Art

Julie Mehretu's Seismic Cartographies

Julie Mehretu, <i>Entropia (review)</i> (2004)
Julie Mehretu, Entropia (review) (2004)

In Excavations,” Julie Mehretu dissects the history of mark making through experiments with the printing press. Curated by Siri Engberg, the exhibition is organized by Highpoint Center for Printmaking, Minneapolis and presented in the Sarah Moody Gallery of Art at the University of Alabama by Mehretu along with Cole Rogers, master printer and artistic director of Highpoint. Says Rogers: “‘Excavations’ is a comprehensive exhibition of Julie Mehretu's prints created with four publishers across the United States between 2000 and 2007. The exhibition showcases her artistic progression in this seven-year span, illustrating the importance of print as a medium to her artistic practice.”

A technical dissembling of the geo-psychological adventures unleashed on the world by the politics of colonial mapping, Mehretu utilizes etching as a kind of sculptural technique for breaking into the temporalities of painting and drawing. Searching for a finer edge, facing climate change and war, Mehretu opens up visions buried deep beneath the atelier.

Fracture (2007)

22 works are on view—pieces that include collaborations with printmakers at Highpoint Editions, Minneapolis; Crown Point Press, San Francisco; Gemini G.E.L. in Los Angeles; and Derrière L'Etoile Studios and Burnet Editions in New York City. Mehretu experiments with techniques such as chine-collé or collaging lithography with screen printing, inking in dry point and aquatint mounted on gampi or Somerset satin paper. The editions in this body of work highlight an ongoing dedication to working with traditional forms from around the world.

Though the prints intentionally deploy notational schematics, these maps contain no easily readable legend. There are overlapping allegories invoking studies of Hudson River School horizons and lessons gleaned from Jack Whitten’s use of magnetism in his own organic cosmologies. Aerial views of city intersections double as ancient brush and river beds, while patches of clear cutting help train our ear to the ground, as it is here and now. We look closely for the rhythms of motion across the surface of the paper; what emerges is an invitation to participate, wholeheartedly, in Mehretu’s visual and sonic alchemy. Stretching the definition of surfaces to include notes on the history of painting and the movement of peoples, Mehretu parlays abstraction through etching and acid wash to urgently press the question of which way to go.

Playing against the hierarchy of fine arts and questioning our algorithmically determined futures, Mehretu creates painterly illusions of networks without paint. In a phone interview, Mehretu explained that etching copper plates stained with aquatint, then spraying them with sugarless rosin, emits “watercolor” tones onto the surface of the paper. Experiments with delicate revisions in tonal quality at different layers, on the same leaf of paper, become possible in ways foreclosed by working in pigment.

Entropia: Construction (2005)

Mehretu’s works, which will achieve epic proportions after this period of prints, allude to how a cosmopolitan’s psychic materiality is not merely made up of the number of places they call home. With the pressure of the print rollers (up to 9,300 lbs. across the entire roller, according to one collaborator), Mehretu unearths challenges that begin at the drafting table but cannot be resolved there. Ink’s fine impression on paper allows her staccato gestures to become an impassioned play with parabolas and wind currents conjuring the beauty of fractals.

In Entropia (Review), Mehretu, who loves to draw more than anything, grapples with complex questions of mapmaking and its histories across cultures, colors and surfaces. An expanse bursts open at varying speeds and curvature; this movement slowly breaks down, revealing micro-cuts of time. Fine lines seem to invoke their own forms of color intensity, expressed through the abstract layering of screen prints and stencils.

In other works, moments of bold figuration begin to prefigure canvases to come—mythical birds emerge, glyphs begin to surface, microbial forms seem to float above the picture plane. Emotive and present, cycles of seasons surge together with imaginary symbols of lost legends. In Mehretu's patient collaborations with printmakers across the country, guided by her desire to ‘rehang the world,’ the artist cleverly abstracts the fine arts away from their chemical roots. These detailed contemplations of movement on paper offer prescient considerations for what it may mean to make our own mark on the world.

“Excavations” arrives at the Sarah Moody Gallery of Art on the eve of Mehretu’s mid-career survey, which opens at the Los Angeles County Museum of Art this November and will travel to the Whitney Museum of American Art, New York, the High Museum of Art, Atlanta and the Walker Art Center, Minneapolis through 2020.

“Excavations: The Prints of Julie Mehretu” is on view at the University of Alabama’s Sarah Moody Gallery of Art through March 8, 2019.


◆ Exercise description ◆
Every record must be given again word for word; no picture belongs in the copy.

- - -

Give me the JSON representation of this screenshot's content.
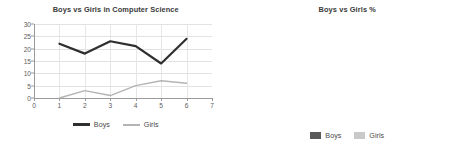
{
  "colors": {
    "boys": "#595959",
    "girls": "#c9c9c9",
    "axis": "#9a9a9a",
    "grid": "#e2e2e2",
    "text": "#5d5d5d",
    "title": "#3a3a3a",
    "background": "#ffffff"
  },
  "left_panel": {
    "legend": {
      "boys_label": "Boys",
      "girls_label": "Girls"
    }
  },
  "right_panel": {
    "legend": {
      "boys_label": "Boys",
      "girls_label": "Girls"
    }
  },
  "chart_data": [
    {
      "type": "line",
      "title": "Boys vs Girls in Computer Science",
      "xlabel": "",
      "ylabel": "",
      "x": [
        1,
        2,
        3,
        4,
        5,
        6
      ],
      "xlim": [
        0,
        7
      ],
      "ylim": [
        0,
        30
      ],
      "xticks": [
        "0",
        "1",
        "2",
        "3",
        "4",
        "5",
        "6",
        "7"
      ],
      "yticks": [
        "0",
        "5",
        "10",
        "15",
        "20",
        "25",
        "30"
      ],
      "grid": true,
      "legend_position": "bottom",
      "series": [
        {
          "name": "Boys",
          "values": [
            22,
            18,
            23,
            21,
            14,
            24
          ],
          "color": "#2f2f2f",
          "width": 2.2
        },
        {
          "name": "Girls",
          "values": [
            0,
            3,
            1,
            5,
            7,
            6
          ],
          "color": "#b4b4b4",
          "width": 1.4
        }
      ]
    },
    {
      "type": "bar",
      "subtype": "stacked-100",
      "title": "Boys vs Girls %",
      "xlabel": "",
      "ylabel": "",
      "categories": [
        "2018/19",
        "2019/20",
        "2020/21",
        "2021/22",
        "2022/23",
        "2023/24"
      ],
      "ylim": [
        0,
        120
      ],
      "yticks": [
        "0.00%",
        "20.00%",
        "40.00%",
        "60.00%",
        "80.00%",
        "100.00%",
        "120.00%"
      ],
      "grid": true,
      "legend_position": "bottom",
      "series": [
        {
          "name": "Boys",
          "values": [
            100,
            86,
            96,
            84,
            66,
            80
          ],
          "color": "#595959"
        },
        {
          "name": "Girls",
          "values": [
            0,
            14,
            4,
            16,
            34,
            20
          ],
          "color": "#c9c9c9"
        }
      ]
    }
  ]
}
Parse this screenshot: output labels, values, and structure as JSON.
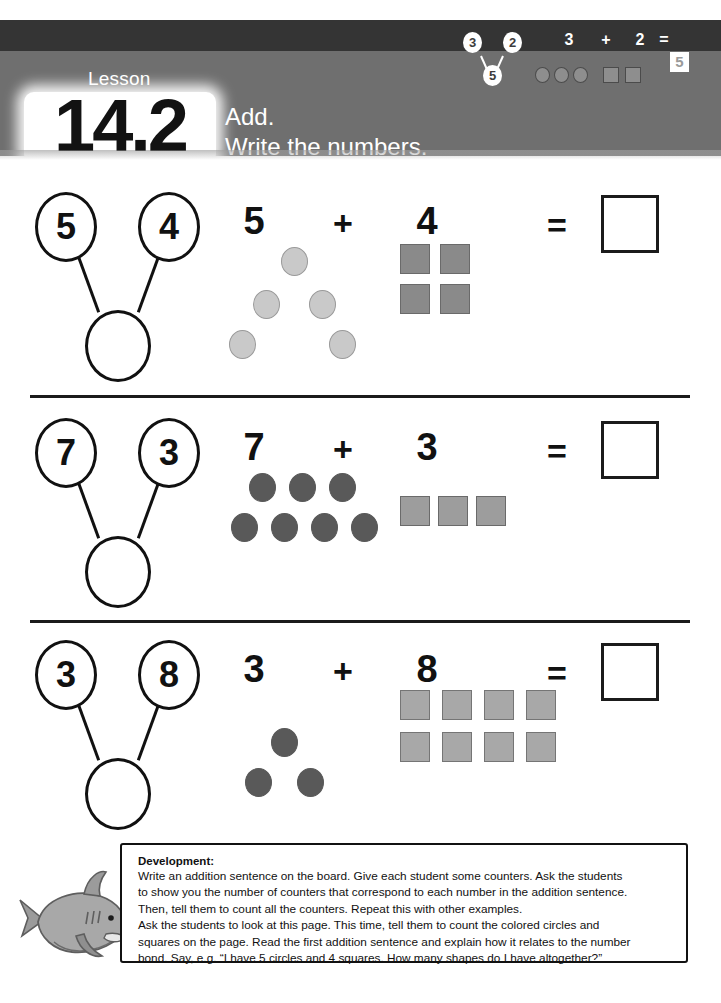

- - -

◆ Final answer ◆
Give me the JSON representation of this screenshot's content.
{
  "colors": {
    "boys": "#595959",
    "girls": "#c9c9c9",
    "axis": "#9a9a9a",
    "grid": "#e2e2e2",
    "text": "#5d5d5d",
    "title": "#3a3a3a",
    "background": "#ffffff"
  },
  "left_panel": {
    "legend": {
      "boys_label": "Boys",
      "girls_label": "Girls"
    }
  },
  "right_panel": {
    "legend": {
      "boys_label": "Boys",
      "girls_label": "Girls"
    }
  },
  "chart_data": [
    {
      "type": "line",
      "title": "Boys vs Girls in Computer Science",
      "xlabel": "",
      "ylabel": "",
      "x": [
        1,
        2,
        3,
        4,
        5,
        6
      ],
      "xlim": [
        0,
        7
      ],
      "ylim": [
        0,
        30
      ],
      "xticks": [
        "0",
        "1",
        "2",
        "3",
        "4",
        "5",
        "6",
        "7"
      ],
      "yticks": [
        "0",
        "5",
        "10",
        "15",
        "20",
        "25",
        "30"
      ],
      "grid": true,
      "legend_position": "bottom",
      "series": [
        {
          "name": "Boys",
          "values": [
            22,
            18,
            23,
            21,
            14,
            24
          ],
          "color": "#2f2f2f",
          "width": 2.2
        },
        {
          "name": "Girls",
          "values": [
            0,
            3,
            1,
            5,
            7,
            6
          ],
          "color": "#b4b4b4",
          "width": 1.4
        }
      ]
    },
    {
      "type": "bar",
      "subtype": "stacked-100",
      "title": "Boys vs Girls %",
      "xlabel": "",
      "ylabel": "",
      "categories": [
        "2018/19",
        "2019/20",
        "2020/21",
        "2021/22",
        "2022/23",
        "2023/24"
      ],
      "ylim": [
        0,
        120
      ],
      "yticks": [
        "0.00%",
        "20.00%",
        "40.00%",
        "60.00%",
        "80.00%",
        "100.00%",
        "120.00%"
      ],
      "grid": true,
      "legend_position": "bottom",
      "series": [
        {
          "name": "Boys",
          "values": [
            100,
            86,
            96,
            84,
            66,
            80
          ],
          "color": "#595959"
        },
        {
          "name": "Girls",
          "values": [
            0,
            14,
            4,
            16,
            34,
            20
          ],
          "color": "#c9c9c9"
        }
      ]
    }
  ]
}
Parse this screenshot: output labels, values, and structure as JSON.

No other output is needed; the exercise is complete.